Overtrading is a common challenge. How do you deal with it? Note the definition varies widely from trader to trader. My average number of daily trades may be overtrading for a new trader, but undertrading for another longtime trader. I love the action and tend to overtrade, as many as 60 trades/day. Anyone else? My solutions: Avoid 10:30 to 3pm Don't trade inside market days and charts Limit to rockstar charts only, eg gap continuations and 2day high breakouts If I'm red on the day by 10am, I reduce size per trade Slow down if TRIN is close to 1 I had custom desk signs made that say "Rockstar charts only" and "Stop overtrading" What do you do? Thx...
NO COMMENT If you are still asking these incredibly amateur questions, after being involved in the financial markets for 20+ years, something is off...
OK, maybe ask @themickey He is an incredible market participant!!! https://www.elitetrader.com/et/thre...-trading-anything-but-a-gamble.345731/page-17
Mainly it's trading when you don't have a strong edge, a strong setup. Or trading when there's a just ok breakout or pivot. Or because you're impatient and tired of waiting for great setups
because all of us are not perfect yet, lol. break of discipline no plan ...etc, etc, A solid trading plan https://elitetrader.com/et/threads/what-would-you-say-belongs-in-a-solid-trading-plan.340340/ Every Trading Method Known to Man and Beast? Right Here Baby! https://elitetrader.com/et/threads/...t-right-here-baby.335635/page-10#post-5014575 Suppose your paycheck was based on percent entry triggers correctly taken? https://www.elitetrader.com/et/thre...ercent-entry-triggers-correctly-taken.343345/ ChipShotTrader, tell us how you do on the little game above.
I've noticed that and wondered why myself. It's impossible to know why any trader does what they do. As for your solutions they apparently are not working as you are still overtrading. My suggestion would be to post your entry rules then have to explain why you broke them. I would assume that having a trading plan and the discipline to follow your plan would be one of the first things you teach.
Thanks. If that's the definition of overtrading, then I do not have a problem with overtrading in my trading. I do not have any lessons learned to share because I do not overtrade.
@KCalhoun I backtest my system to tune my entry and exit variables as precisely as possible then never deviate from that. I never move a stop loss nor take profit and I never take a trade unless the setup is optimal. I don't overtrade because I never trade outside of these principals. Perchance it were that easy; aye, there's the rub. As an aside, the problem with fine-tuning variables in a backtest is Heisenbergian. The more precise and numerous your variables, the more likely random noise reinforces and creates the outperformance you see practically guaranteeing underperformance in the future. This being one of the many reasons backtesting fails to meet expectations. Ironically what works for me and this is only me is to not stick precisely to the optimally tested formula. After finding something that backtests well, I use a bit of informed discretion going forward to introduce subtle randomness so I'm not just connecting the dots of an overfitted function. In short, using iron will in following a well backtested strategy while deviating only slightly to oil the machine and nothing more or less keeps me from trading too much.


# Your objective:
Would you retype every line below without changing anything?

[Stored dataset items]

+ + + + +

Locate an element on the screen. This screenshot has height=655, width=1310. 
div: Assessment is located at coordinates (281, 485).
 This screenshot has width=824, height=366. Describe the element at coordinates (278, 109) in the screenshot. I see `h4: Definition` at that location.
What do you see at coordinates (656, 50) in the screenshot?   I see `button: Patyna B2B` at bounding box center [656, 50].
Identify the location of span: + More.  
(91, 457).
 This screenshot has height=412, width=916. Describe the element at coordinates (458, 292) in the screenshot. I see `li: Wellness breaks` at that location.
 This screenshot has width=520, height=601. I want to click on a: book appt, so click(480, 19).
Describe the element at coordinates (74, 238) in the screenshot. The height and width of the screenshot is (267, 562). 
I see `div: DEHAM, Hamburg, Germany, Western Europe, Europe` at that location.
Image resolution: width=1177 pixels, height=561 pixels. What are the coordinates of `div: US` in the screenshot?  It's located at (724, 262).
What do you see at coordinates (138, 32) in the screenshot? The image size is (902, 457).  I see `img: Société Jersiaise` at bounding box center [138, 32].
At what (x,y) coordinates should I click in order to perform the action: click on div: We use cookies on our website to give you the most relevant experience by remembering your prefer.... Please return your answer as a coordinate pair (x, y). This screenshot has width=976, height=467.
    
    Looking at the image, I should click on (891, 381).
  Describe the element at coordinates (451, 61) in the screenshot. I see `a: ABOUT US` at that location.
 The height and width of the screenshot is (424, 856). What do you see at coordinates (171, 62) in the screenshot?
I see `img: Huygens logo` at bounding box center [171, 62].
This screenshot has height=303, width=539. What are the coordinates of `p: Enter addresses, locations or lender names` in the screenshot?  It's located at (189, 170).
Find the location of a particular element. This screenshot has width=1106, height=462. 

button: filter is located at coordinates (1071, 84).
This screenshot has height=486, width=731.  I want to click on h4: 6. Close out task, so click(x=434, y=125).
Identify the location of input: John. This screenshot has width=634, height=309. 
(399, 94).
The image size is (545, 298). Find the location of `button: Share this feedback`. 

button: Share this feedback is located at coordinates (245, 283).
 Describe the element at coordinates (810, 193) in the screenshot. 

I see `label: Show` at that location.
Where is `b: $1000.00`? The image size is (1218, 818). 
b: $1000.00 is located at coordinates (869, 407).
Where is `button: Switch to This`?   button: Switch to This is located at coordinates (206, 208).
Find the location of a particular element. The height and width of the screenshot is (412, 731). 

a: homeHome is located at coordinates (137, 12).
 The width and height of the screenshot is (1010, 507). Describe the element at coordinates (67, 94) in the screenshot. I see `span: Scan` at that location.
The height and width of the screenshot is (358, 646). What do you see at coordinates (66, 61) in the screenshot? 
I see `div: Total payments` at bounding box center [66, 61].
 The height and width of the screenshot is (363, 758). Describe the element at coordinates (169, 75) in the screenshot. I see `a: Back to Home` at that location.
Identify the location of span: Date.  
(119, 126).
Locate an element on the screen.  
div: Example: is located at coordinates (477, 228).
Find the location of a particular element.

+ + + + +

# Final answer:
Locate an element on the screen. This screenshot has height=655, width=1310. 
div: Assessment is located at coordinates (281, 485).
 This screenshot has width=824, height=366. Describe the element at coordinates (278, 109) in the screenshot. I see `h4: Definition` at that location.
What do you see at coordinates (656, 50) in the screenshot?   I see `button: Patyna B2B` at bounding box center [656, 50].
Identify the location of span: + More.  
(91, 457).
 This screenshot has height=412, width=916. Describe the element at coordinates (458, 292) in the screenshot. I see `li: Wellness breaks` at that location.
 This screenshot has width=520, height=601. I want to click on a: book appt, so click(480, 19).
Describe the element at coordinates (74, 238) in the screenshot. The height and width of the screenshot is (267, 562). 
I see `div: DEHAM, Hamburg, Germany, Western Europe, Europe` at that location.
Image resolution: width=1177 pixels, height=561 pixels. What are the coordinates of `div: US` in the screenshot?  It's located at (724, 262).
What do you see at coordinates (138, 32) in the screenshot? The image size is (902, 457).  I see `img: Société Jersiaise` at bounding box center [138, 32].
At what (x,y) coordinates should I click in order to perform the action: click on div: We use cookies on our website to give you the most relevant experience by remembering your prefer.... Please return your answer as a coordinate pair (x, y). This screenshot has width=976, height=467.
    
    Looking at the image, I should click on (891, 381).
  Describe the element at coordinates (451, 61) in the screenshot. I see `a: ABOUT US` at that location.
 The height and width of the screenshot is (424, 856). What do you see at coordinates (171, 62) in the screenshot?
I see `img: Huygens logo` at bounding box center [171, 62].
This screenshot has height=303, width=539. What are the coordinates of `p: Enter addresses, locations or lender names` in the screenshot?  It's located at (189, 170).
Find the location of a particular element. This screenshot has width=1106, height=462. 

button: filter is located at coordinates (1071, 84).
This screenshot has height=486, width=731.  I want to click on h4: 6. Close out task, so click(x=434, y=125).
Identify the location of input: John. This screenshot has width=634, height=309. 
(399, 94).
The image size is (545, 298). Find the location of `button: Share this feedback`. 

button: Share this feedback is located at coordinates (245, 283).
 Describe the element at coordinates (810, 193) in the screenshot. 

I see `label: Show` at that location.
Where is `b: $1000.00`? The image size is (1218, 818). 
b: $1000.00 is located at coordinates (869, 407).
Where is `button: Switch to This`?   button: Switch to This is located at coordinates (206, 208).
Find the location of a particular element. The height and width of the screenshot is (412, 731). 

a: homeHome is located at coordinates (137, 12).
 The width and height of the screenshot is (1010, 507). Describe the element at coordinates (67, 94) in the screenshot. I see `span: Scan` at that location.
The height and width of the screenshot is (358, 646). What do you see at coordinates (66, 61) in the screenshot? 
I see `div: Total payments` at bounding box center [66, 61].
 The height and width of the screenshot is (363, 758). Describe the element at coordinates (169, 75) in the screenshot. I see `a: Back to Home` at that location.
Identify the location of span: Date.  
(119, 126).
Locate an element on the screen.  
div: Example: is located at coordinates (477, 228).
Find the location of a particular element.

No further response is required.